Let me finish this in a somewhat more concrete way, because at this point we must have solidarity with a solid foundation. Cindy Sheehan, at her Soapbox blog, just wrote an impassioned piece, "If McCain Were President". It is not very kind to the sitting president. In it, she offers some specific suggestions ...

    There will be two major opportunities to put our bodies on the gears of the Machine this fall….

    The anti-globalization movement will be out in full-force during the G20 nations’ meeting in Pittsburgh September 23-27 despite the jackbooted thuggery planned by the organizers of the G20 summit. Not only will there be 4000 riot police, but there will be 2000 Pa. National Guard there to suppress opposition. This is merely a bullying tactic designed to scare us away from the global “elite” while they plan more economic devastation for the world.

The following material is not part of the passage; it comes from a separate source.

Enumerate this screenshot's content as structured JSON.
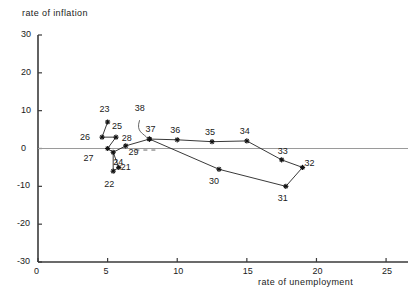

    On October 5th, we will be gathering in front of the White House to protest Democratic wars of aggression (especially Af-Pak, since the 8th is the anniversary of the US invasion) and there will be opportunity for civil disobedience that is not just symbolic. We will also be reading the International People's Declaration of Peace (IPDoP) in front of the White House that day and kicking off the campaign to build an effective grassroots movement against all violence, but particularly, state-sanctioned violence.

    The face has changed in DC, but the odious policies of the Machine remain the same.

    Remember, if you don’t actively oppose the policies of this government, then you are passively supporting them and you are responsible for helping to oil the Machine and keep it running.

    If you can't physically attend the protests, please consider making a contribution, even if it is tiny, to help defray expenses.

It may be a small one, but it's a steady step. Will it lead to a series of such purposeful steps, eyes open and clear? Or are we doomed to just stumble around in the dark of the Blind Staggers?